Connecting through Hobbies
This semester, with the Hopkins-Nanjing Center fully back in-person for the first time in three years, many interest groups are back to their pre-pandemic activities and many new ones have sprouted, like the Public Speaking Club, Ping Pong Class, the Hogwarts Games, food and milk tea groups, and even the student-run coffee shop in the HNC student lounge. Below are a few highlighted groups.

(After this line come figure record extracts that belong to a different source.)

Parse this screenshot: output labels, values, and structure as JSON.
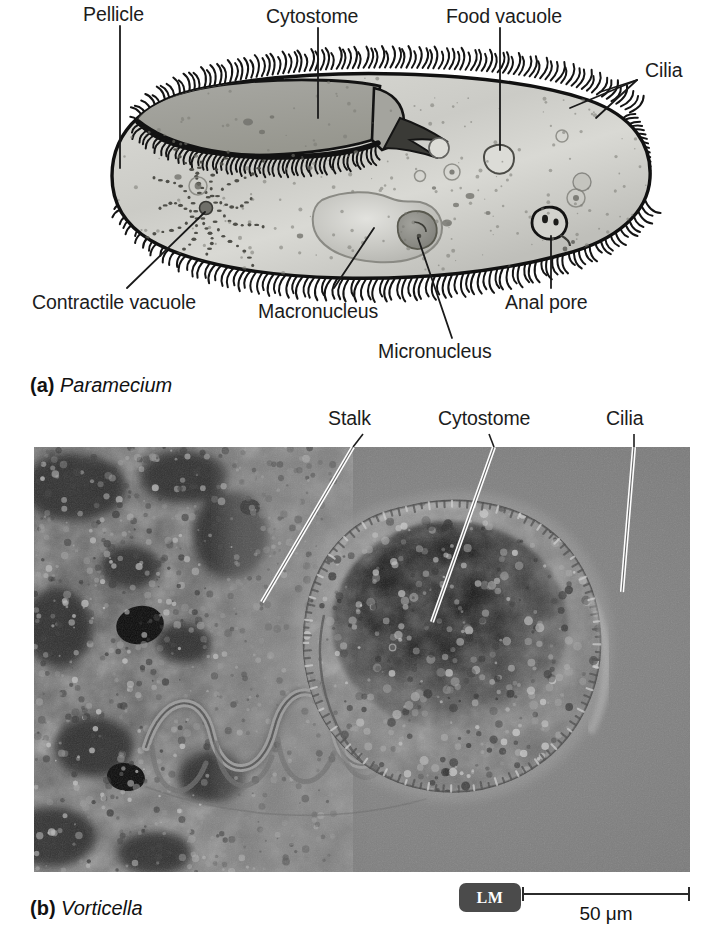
{
  "figure": {
    "background_color": "#ffffff"
  },
  "panel_a": {
    "caption_tag": "(a)",
    "caption_space": " ",
    "caption_name": "Paramecium",
    "organism": "Paramecium",
    "diagram_type": "labeled line drawing",
    "colors": {
      "cytoplasm": "#c9c9c4",
      "cytostome": "#9e9e99",
      "macronucleus": "#bdbdb8",
      "micronucleus": "#8d8d88",
      "outline": "#111111",
      "leader_line": "#1a1a1a"
    },
    "labels": [
      {
        "id": "pellicle",
        "text": "Pellicle"
      },
      {
        "id": "cytostome",
        "text": "Cytostome"
      },
      {
        "id": "food-vacuole",
        "text": "Food vacuole"
      },
      {
        "id": "cilia",
        "text": "Cilia"
      },
      {
        "id": "contractile-vacuole",
        "text": "Contractile vacuole"
      },
      {
        "id": "macronucleus",
        "text": "Macronucleus"
      },
      {
        "id": "micronucleus",
        "text": "Micronucleus"
      },
      {
        "id": "anal-pore",
        "text": "Anal pore"
      }
    ]
  },
  "panel_b": {
    "caption_tag": "(b)",
    "caption_space": " ",
    "caption_name": "Vorticella",
    "organism": "Vorticella",
    "image_type": "light micrograph",
    "colors": {
      "field": "#7e7e7e",
      "debris": "#3b3b3b",
      "leader_line": "#ffffff",
      "border": "#2a2a2a"
    },
    "labels": [
      {
        "id": "stalk",
        "text": "Stalk"
      },
      {
        "id": "cytostome",
        "text": "Cytostome"
      },
      {
        "id": "cilia",
        "text": "Cilia"
      }
    ],
    "micrograph_badge": "LM",
    "scale_bar": {
      "value": "50",
      "unit": "μm",
      "text": "50 μm",
      "length_px": 168
    }
  }
}
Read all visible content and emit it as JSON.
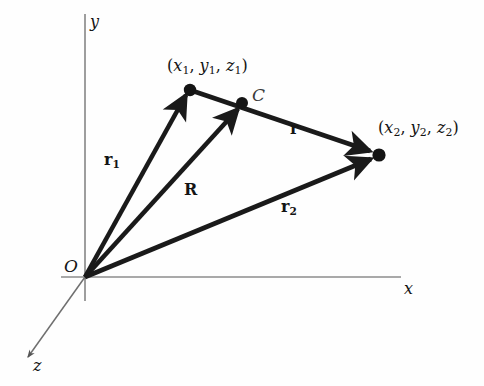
{
  "figure": {
    "kind": "vector-diagram",
    "background_color": "#fefefe",
    "axis_color": "#8a8a8a",
    "vector_color": "#1a1a1a",
    "axes": [
      {
        "name": "y",
        "label": "y"
      },
      {
        "name": "x",
        "label": "x"
      },
      {
        "name": "z",
        "label": "z"
      }
    ],
    "origin_label": "O",
    "points": [
      {
        "name": "point-1",
        "label": "(x1, y1, z1)"
      },
      {
        "name": "point-c",
        "label": "C"
      },
      {
        "name": "point-2",
        "label": "(x2, y2, z2)"
      }
    ],
    "vectors": [
      {
        "name": "r1",
        "label": "r1",
        "from": "O",
        "to": "point-1"
      },
      {
        "name": "R",
        "label": "R",
        "from": "O",
        "to": "point-c"
      },
      {
        "name": "r2",
        "label": "r2",
        "from": "O",
        "to": "point-2"
      },
      {
        "name": "r",
        "label": "r",
        "from": "point-1",
        "to": "point-2"
      }
    ],
    "labels": {
      "axis_y": "y",
      "axis_x": "x",
      "axis_z": "z",
      "origin": "O",
      "point_c": "C",
      "point1_open": "(",
      "point1_x": "x",
      "point1_x_sub": "1",
      "point1_comma1": ",",
      "point1_y": "y",
      "point1_y_sub": "1",
      "point1_comma2": ",",
      "point1_z": "z",
      "point1_z_sub": "1",
      "point1_close": ")",
      "point2_open": "(",
      "point2_x": "x",
      "point2_x_sub": "2",
      "point2_comma1": ",",
      "point2_y": "y",
      "point2_y_sub": "2",
      "point2_comma2": ",",
      "point2_z": "z",
      "point2_z_sub": "2",
      "point2_close": ")",
      "vec_r1": "r",
      "vec_r1_sub": "1",
      "vec_R": "R",
      "vec_r2": "r",
      "vec_r2_sub": "2",
      "vec_r": "r"
    }
  }
}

Public Speaking Club (Toastmasters)
If you've never heard of Toastmasters, I'd encourage anyone to try it out! It's a worldwide organization with more than 10,000 clubs, including 100 in China and 20 in Nanjing. The Toastmasters meeting format includes table topic discussions, two speeches, evaluations, and other activities that provide participants an encouraging environment to practice their public speaking on all topics. In the HNC club, the Chinese students use English while the international use Chinese. We always discuss topics relating to culture, history, and international relations, of course! This group is designed perfectly for the HNC because it helps students improve their public speaking abilities that they can use in and out of the class. Ultimately, Toastmasters' goal is to make leaders, because if you can communicate, you can lead. We hope to embody that spirit through this club.
Mahjong Interest Group
About once or twice a week, students in the mahjong interest group will send a message over WeChat to have an impromptu session. Since readings and class assignments have started stacking up as we get further into the semester, students still have found the chance to play a game or two. Only four people can play in a traditional mahjong game, but many students will come to watch the game as they wait for their own turn, with upwards of ten people surrounding one table as they watch others play. Likewise, mahjong has several different varieties, depending on the location it originated from, each with extremely different styles. Students tend to play several different types of mahjong, with the most prominent being Sichuan-style mahjong. However, if a student wants to play a different style, they just need to know how to teach the other students how to play. Mahjong proves to be a fantastic way to practice language and really get to know other students, including their poker faces. With so many mahjong players and varieties of mahjong amongst the group, the mahjong interest group is likely not to get boring anytime soon!
Prof. Armstrong-Taylor at the House Sorting Ceremony |
Dungeons and Dragons Interest Group
With DND being extremely popular in the US, with even a movie coming out regarding the game this past year, it isn’t unexpected that a DND interest group has found its way to the HNC. Students set up a joint semester-long campaign with sessions meeting weekly. The first few weeks of the semester involved introducing students who had never played before to the world of DND, wherein in the first session they used pre-made characters to experience a sample run-through of the game. The next session involved character-making, where students got to create characters for the campaign that will be starting in a few weeks' time. Some characters created so far consist of Loomesa Nightingale the elf ranger, Elis-Nura the human barbarian, and Norbert “Noodle” McNamara the human rogue, with many more to come before the first campaign session!
Quiz Bowl Interest Group
Quiz Bowl is a popular trivia game played by students ranging all the way from elementary school to university, in which teams of students use buzzers to answer questions regarding various subjects. This semester, student Naeem Chowdhury decided to bring the fun of Quiz Bowl to HNC every week on Thursday at 8pm. However, this version of quiz bowl is slightly different—in that students yell out “buzz” instead of pressing a buzzer, which leaves for some questioning about who called it out first. After answering a “toss-up question,” where everyone from either team can answer the question for up to 15 points, the next question is only given to the team that answered the toss-up question correctly, in which they can earn up to 30 more points. In total, there are 20 toss-up questions, but teams can earn over 500 points in a game if they are experts on all the subjects.
After the first session of Quiz Bowl, many of the international students realized the practice Quiz Bowl questions from the internet often tended to be very Western-centric, so they decided to ask the Chinese students if there were any similar games in China. Turns out, there was! The Quiz Bowl interest groups then decided to try out something new—have one game with Western-centric questions in English and then one game with China-centric questions in Chinese. Just like how the Chinese students struggled to answer the Western-centric Quiz Bowl questions, the international students also struggled to answer the China-centric trivia questions. Altogether, it added to the fun of trivia as students learned new information about the world as well as new vocabulary in both Chinese and English!